Posted by
Always To The Right on Thursday, October 16, 2008 2:49:36 PM
Joe the Plumber will get three weeks of fame, it seems, and not just
15 minutes. John McCain released a new ad today called “Fight”, and he
has now focused on the economy, thanks to a little plumbing in Team
McCain’s house:
The last eight years haven’t worked very well, have
they? I’ll make the next four better. Your savings, your job and your
financial security are under siege. Washington is making it worse -
bankrupting us with their spending.
Telling us paying higher taxes is “patriotic”?
And saying we need to “spread the wealth around”?
They refuse common sense solutions for energy independence. So every day we send billions to the Middle East.
We need a new direction and I have a plan. Your savings. We’ll
rebuild them. Your investments. They’ll grow again. Energy. We’ll drill
here and we’ll create a renewable energy economy. Lower taxes and less
spending will protect your job and create new ones.
That’ll restore our country.
Stand up with me, let’s fight for America.
At one minute, this is an investment for television spots — but a
wise one. Once again, McCain uses the effective technique of looking
directly into the camera and speaking for himself. That gives him a
chance to connect emotionally with the voters, rather than just showing
up at the end of a series of quick-cut images.
The economic message works. McCain obviously wants to ride the
“spread the wealth” redistributionism of Obama all the way to the
finish line, using Obama’s populism against him. Could Joe the Plumber
be the Poland
of this campaign? It just might. The visceral reaction of Joe the
Plumber to Obama’s bald redistributionist intentions may have finally
highlighted the fact of Obama’s doctrinaire liberal policy. In a time
of great economic insecurity, voters are paying close attention to
these issues.
McCain needs to stay on this attack. Let Sarah Palin talk about
William Ayers. McCain needs to demonstrate that Obama represents
nothing more than another tax-and-spend redistributionist.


-- Your task --
Repeat each entry exactly and drop the pictures.

[[ Record extracts, beginning ]]

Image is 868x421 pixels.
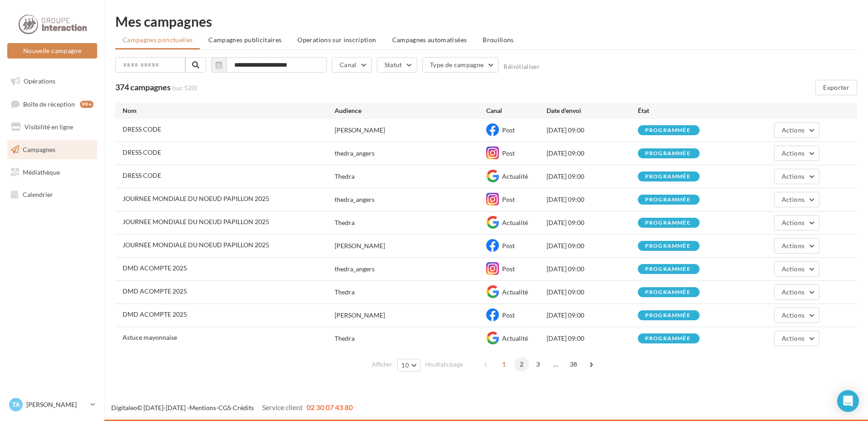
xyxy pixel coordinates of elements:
[774,215,819,230] button: Actions
[782,265,805,273] span: Actions
[23,100,75,108] span: Boîte de réception
[547,126,638,135] div: [DATE] 09:00
[502,311,515,319] span: Post
[335,172,355,181] div: Thedra
[782,196,805,204] span: Actions
[335,311,385,320] div: [PERSON_NAME]
[401,362,409,369] span: 10
[502,172,528,180] span: Actualité
[645,127,690,133] div: programmée
[483,36,514,43] span: Brouillons
[123,125,161,133] span: DRESS CODE
[645,313,690,319] div: programmée
[335,106,486,115] div: Audience
[189,404,216,412] a: Mentions
[115,14,857,28] div: Mes campagnes
[547,195,638,204] div: [DATE] 09:00
[111,404,137,412] a: Digitaleo
[645,151,690,156] div: programmée
[645,290,690,295] div: programmée
[531,357,545,371] span: 3
[123,106,335,115] div: Nom
[111,404,352,412] span: © [DATE]-[DATE] - - -
[782,242,805,249] span: Actions
[5,117,99,137] a: Visibilité en ligne
[502,219,528,227] span: Actualité
[547,334,638,343] div: [DATE] 09:00
[547,218,638,227] div: [DATE] 09:00
[774,308,819,323] button: Actions
[172,84,197,92] span: (sur 520)
[123,149,161,156] span: DRESS CODE
[371,361,392,369] span: Afficher
[815,80,857,95] button: Exporter
[115,82,171,92] span: 374 campagnes
[335,288,355,297] div: Thedra
[23,146,56,153] span: Campagnes
[123,333,177,342] span: Astuce mayonnaise
[638,106,728,115] div: État
[548,357,563,371] span: ...
[497,357,511,371] span: 1
[80,101,94,108] div: 99+
[297,36,376,43] span: Operations sur inscription
[123,194,269,202] span: JOURNEE MONDIALE DU NOEUD PAPILLON 2025
[502,196,515,204] span: Post
[24,123,73,130] span: Visibilité en ligne
[335,126,385,135] div: [PERSON_NAME]
[774,192,819,207] button: Actions
[645,243,690,249] div: programmée
[837,390,859,412] div: Open Intercom Messenger
[8,43,97,59] button: Nouvelle campagne
[422,57,499,72] button: Type de campagne
[5,185,99,204] a: Calendrier
[774,331,819,346] button: Actions
[514,357,529,371] span: 2
[233,404,254,412] a: Crédits
[774,262,819,277] button: Actions
[23,191,53,198] span: Calendrier
[24,77,56,85] span: Opérations
[502,126,515,134] span: Post
[123,288,187,295] span: DMD ACOMPTE 2025
[547,265,638,274] div: [DATE] 09:00
[782,288,805,296] span: Actions
[566,357,581,371] span: 38
[335,149,375,158] div: thedra_angers
[645,266,690,272] div: programmée
[502,288,528,296] span: Actualité
[782,335,805,342] span: Actions
[8,397,97,413] a: TA [PERSON_NAME]
[547,172,638,181] div: [DATE] 09:00
[645,197,690,203] div: programmée
[547,149,638,158] div: [DATE] 09:00
[502,149,515,157] span: Post
[5,140,99,159] a: Campagnes
[547,106,638,115] div: Date d'envoi
[12,400,20,410] span: TA
[335,218,355,227] div: Thedra
[774,123,819,138] button: Actions
[645,220,690,226] div: programmée
[547,311,638,320] div: [DATE] 09:00
[645,174,690,180] div: programmée
[502,335,528,342] span: Actualité
[335,334,355,343] div: Thedra
[547,288,638,297] div: [DATE] 09:00
[335,242,385,251] div: [PERSON_NAME]
[397,359,420,371] button: 10
[774,169,819,185] button: Actions
[645,336,690,342] div: programmée
[774,238,819,254] button: Actions
[502,265,515,273] span: Post
[547,242,638,251] div: [DATE] 09:00
[27,400,87,410] p: [PERSON_NAME]
[307,403,352,412] span: 02 30 07 43 80
[332,57,371,72] button: Canal
[123,241,269,249] span: JOURNEE MONDIALE DU NOEUD PAPILLON 2025
[782,149,805,157] span: Actions
[426,361,463,369] span: résultats/page
[774,146,819,161] button: Actions
[392,36,467,43] span: Campagnes automatisées
[502,242,515,249] span: Post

[[ Record extracts, end ]]

-- The answer --
Image is 868x421 pixels.
xyxy pixel coordinates of elements:
[774,215,819,230] button: Actions
[782,265,805,273] span: Actions
[23,100,75,108] span: Boîte de réception
[547,126,638,135] div: [DATE] 09:00
[502,311,515,319] span: Post
[335,172,355,181] div: Thedra
[782,196,805,204] span: Actions
[335,311,385,320] div: [PERSON_NAME]
[401,362,409,369] span: 10
[502,172,528,180] span: Actualité
[645,127,690,133] div: programmée
[483,36,514,43] span: Brouillons
[123,125,161,133] span: DRESS CODE
[645,313,690,319] div: programmée
[335,106,486,115] div: Audience
[189,404,216,412] a: Mentions
[115,14,857,28] div: Mes campagnes
[547,195,638,204] div: [DATE] 09:00
[111,404,137,412] a: Digitaleo
[645,151,690,156] div: programmée
[645,290,690,295] div: programmée
[531,357,545,371] span: 3
[123,106,335,115] div: Nom
[111,404,352,412] span: © [DATE]-[DATE] - - -
[782,242,805,249] span: Actions
[5,117,99,137] a: Visibilité en ligne
[502,219,528,227] span: Actualité
[547,334,638,343] div: [DATE] 09:00
[547,218,638,227] div: [DATE] 09:00
[774,308,819,323] button: Actions
[172,84,197,92] span: (sur 520)
[123,149,161,156] span: DRESS CODE
[371,361,392,369] span: Afficher
[815,80,857,95] button: Exporter
[115,82,171,92] span: 374 campagnes
[335,288,355,297] div: Thedra
[23,146,56,153] span: Campagnes
[123,333,177,342] span: Astuce mayonnaise
[638,106,728,115] div: État
[548,357,563,371] span: ...
[497,357,511,371] span: 1
[80,101,94,108] div: 99+
[297,36,376,43] span: Operations sur inscription
[123,194,269,202] span: JOURNEE MONDIALE DU NOEUD PAPILLON 2025
[502,196,515,204] span: Post
[24,123,73,130] span: Visibilité en ligne
[335,126,385,135] div: [PERSON_NAME]
[774,192,819,207] button: Actions
[645,243,690,249] div: programmée
[837,390,859,412] div: Open Intercom Messenger
[8,43,97,59] button: Nouvelle campagne
[422,57,499,72] button: Type de campagne
[5,185,99,204] a: Calendrier
[774,331,819,346] button: Actions
[514,357,529,371] span: 2
[233,404,254,412] a: Crédits
[774,262,819,277] button: Actions
[23,191,53,198] span: Calendrier
[24,77,56,85] span: Opérations
[502,126,515,134] span: Post
[123,288,187,295] span: DMD ACOMPTE 2025
[547,265,638,274] div: [DATE] 09:00
[782,288,805,296] span: Actions
[566,357,581,371] span: 38
[335,149,375,158] div: thedra_angers
[645,266,690,272] div: programmée
[502,288,528,296] span: Actualité
[782,335,805,342] span: Actions
[8,397,97,413] a: TA [PERSON_NAME]
[547,172,638,181] div: [DATE] 09:00
[645,197,690,203] div: programmée
[547,149,638,158] div: [DATE] 09:00
[502,149,515,157] span: Post
[5,140,99,159] a: Campagnes
[547,106,638,115] div: Date d'envoi
[12,400,20,410] span: TA
[335,218,355,227] div: Thedra
[774,123,819,138] button: Actions
[645,220,690,226] div: programmée
[547,311,638,320] div: [DATE] 09:00
[645,174,690,180] div: programmée
[502,335,528,342] span: Actualité
[335,334,355,343] div: Thedra
[547,288,638,297] div: [DATE] 09:00
[335,242,385,251] div: [PERSON_NAME]
[397,359,420,371] button: 10
[774,169,819,185] button: Actions
[645,336,690,342] div: programmée
[774,238,819,254] button: Actions
[502,265,515,273] span: Post
[547,242,638,251] div: [DATE] 09:00
[27,400,87,410] p: [PERSON_NAME]
[307,403,352,412] span: 02 30 07 43 80
[332,57,371,72] button: Canal
[123,241,269,249] span: JOURNEE MONDIALE DU NOEUD PAPILLON 2025
[782,149,805,157] span: Actions
[426,361,463,369] span: résultats/page
[774,146,819,161] button: Actions
[392,36,467,43] span: Campagnes automatisées
[502,242,515,249] span: Post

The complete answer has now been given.